Nottingham had helped, working when he could, stealing if the opportunity rose, but it was little enough. He’d watched his mother grow weaker, hating her life and herself, until she let death
claim her. But Pamela… as far as he knew, she was still happily married and living in the country. How could she have died in Leeds, dressed like a pauper, with a man she could barely have
met?

He had to find Meg, her grandmother, and tell her, to try to discover what had brought Pamela back to the city, and when.

He knew perfectly well what his first duty should be. He ought to be going to the merchant’s house to inform him that his minister guest had been murdered. Then he should be using all his
men to find Morton’s killer. In the eyes of Leeds Corporation, the men who ran the city, Pamela’s death would count for nothing.

But this time he couldn’t look through their eyes.

The last he’d heard of Meg, she’d found a place in Harrison’s almshouses, a series of neat cottages behind St John’s Church. She’d be seventy now, if she was even
still alive. When he knew her she’d been an optimistic, industrious soul, sewing every hour she could manage to provide for herself and her granddaughter. But she’d never missed a
Sunday in church, both morning service and evensong, singing the hymns with a heartfelt joy and belief.

Nottingham couldn’t stop the thoughts skittering through his mind like blown leaves. If Pamela had come back to Leeds, why in God’s name hadn’t she come to him? They
didn’t need a servant any more, that was true, now the girls were older and helping around the house.
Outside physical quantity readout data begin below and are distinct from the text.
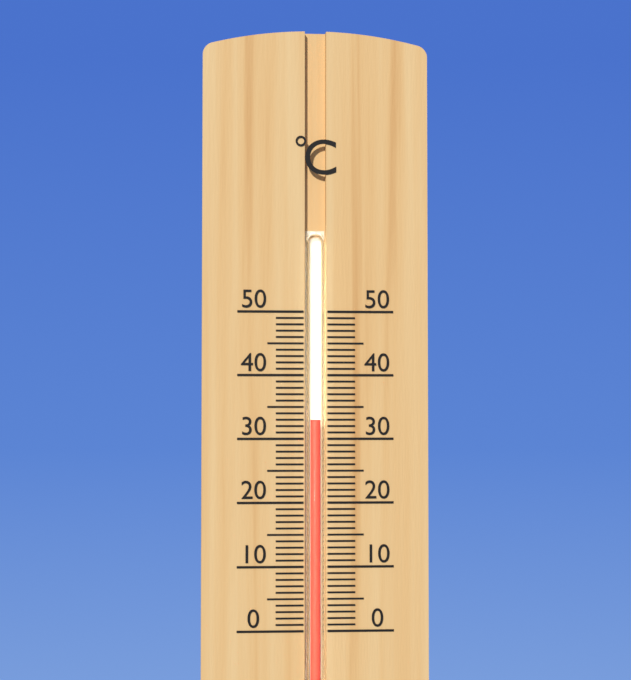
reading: 33 °C
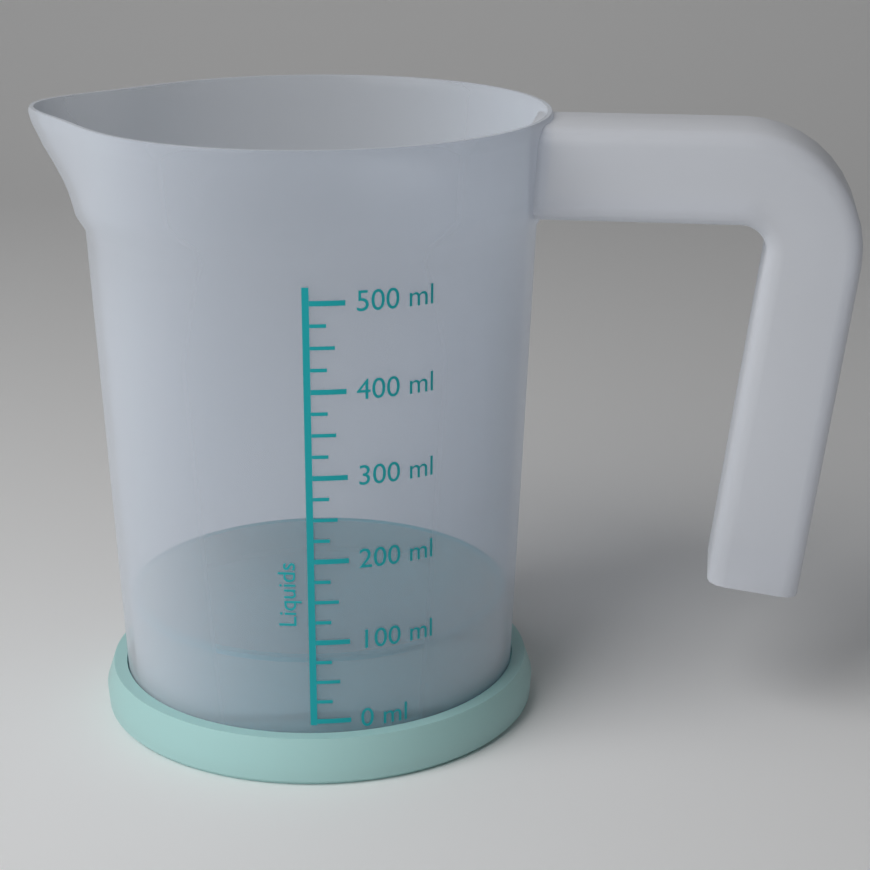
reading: 75 ml
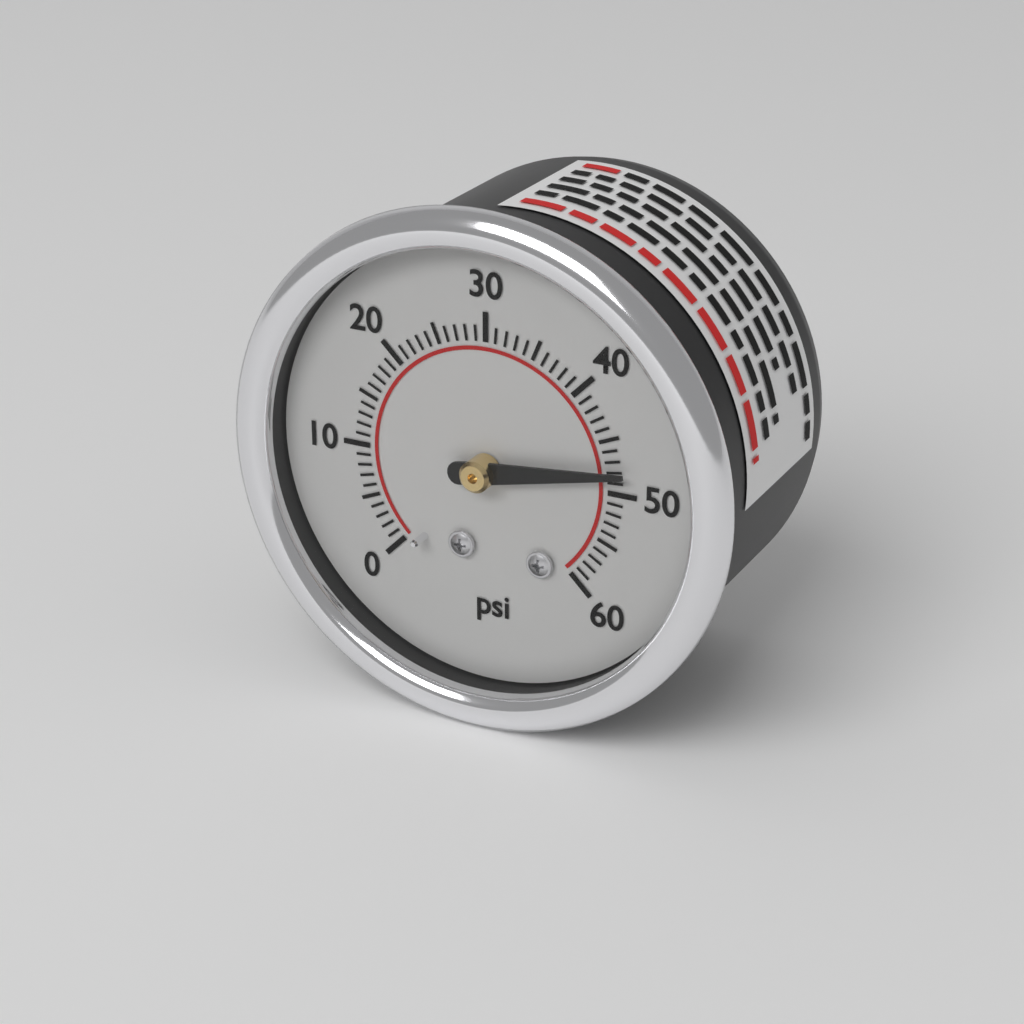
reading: 48 psi
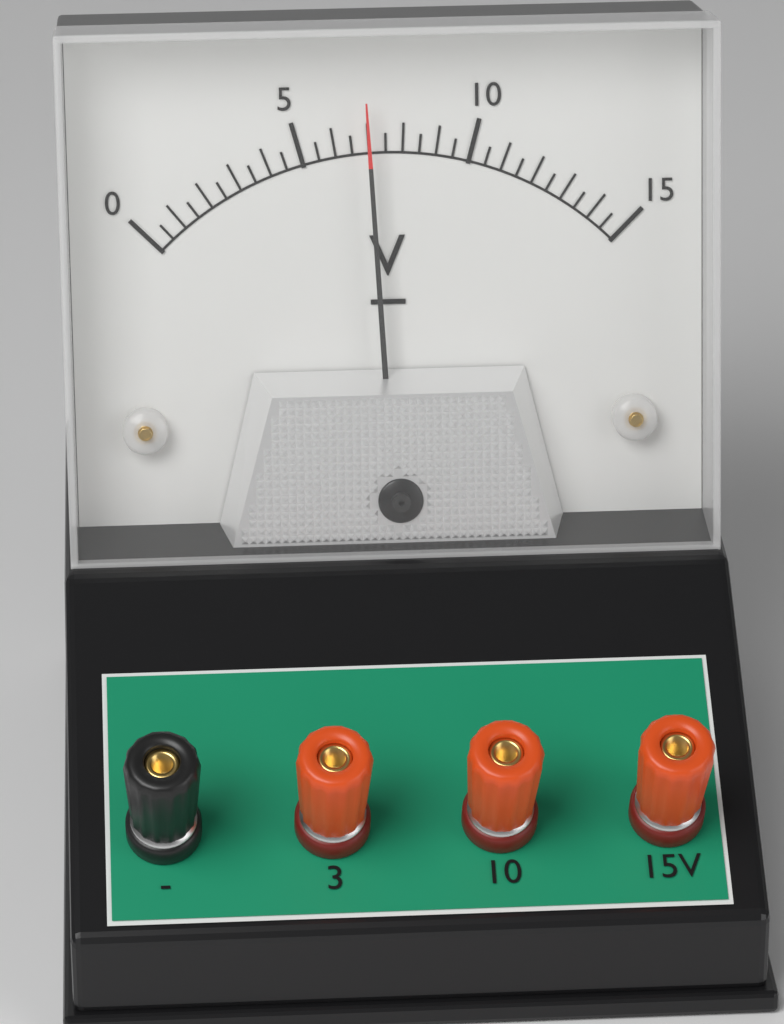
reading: 7.0 V
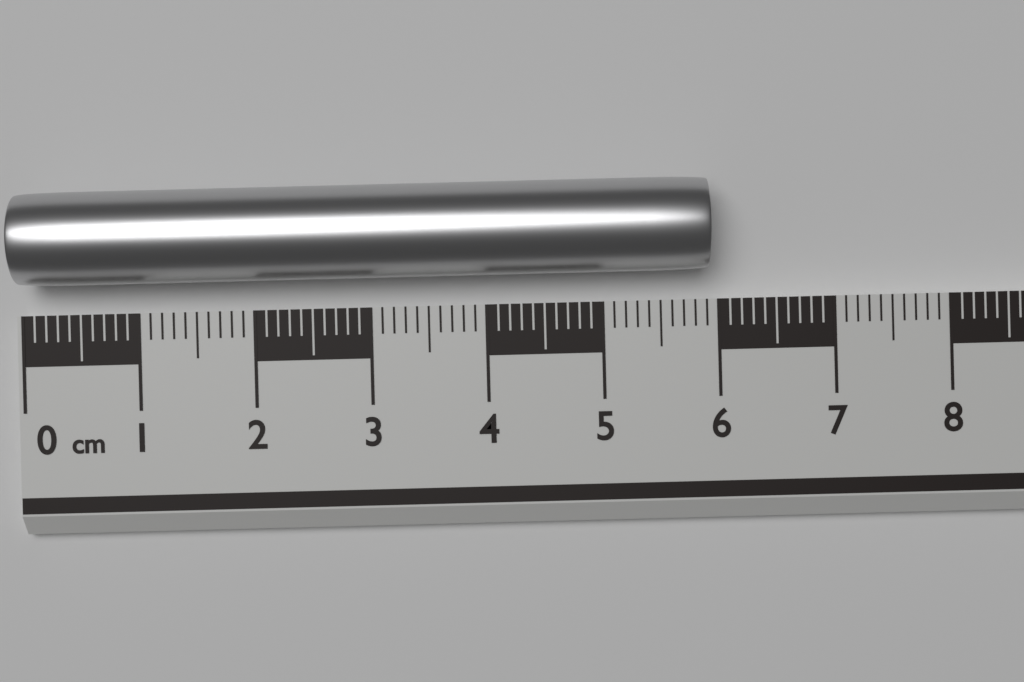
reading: 5.9 cm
But he’d have found her a position with a decent family.

He kicked a stone and watched it rattle down the Head Row as he crossed and made his way through the grounds of St John’s, taking the winding path between the gravestones laid flat on the
earth. Nearby, girls from the charity school sat outside and learned politely under the eyes of a teacher. A teasing sun played down, tempting with the faint promise of warmth that might come later
in the day. The almshouses stood together in a small terrace, sheltered by the back wall of the churchyard. They were homes for the lucky pious few among the poor who could find places there, where
they could live out their days with a secure pension, free from the terrible spectre of the workhouse.

He walked curiously to the first of the houses, its stonework carefully pointed, the window glass clear and shining, door freshly painted, and knocked. There was a long pause before it was
answered by an ancient woman, bent so low with arthritis that she had to cock her head to look up at him.

“Good day, Mistress,” Nottingham said politely. “I’m looking for Meg. She used to live here.”

The woman breathed in gently, gave a smile that turned her wrinkled face beatific, and pointed down the row.

“She still does. Fourth door, just down there. The one with the window box. She’ll enjoy having a visitor, she doesn’t get many.”

“Thank you,” he replied, bowed courteously to her and made his way down. There was a tranquillity about the place, just far enough from the city proper to seem removed, although
merchants were beginning to build their mansions on nearby streets, and the sound of the boys over at the Free School carried across the field.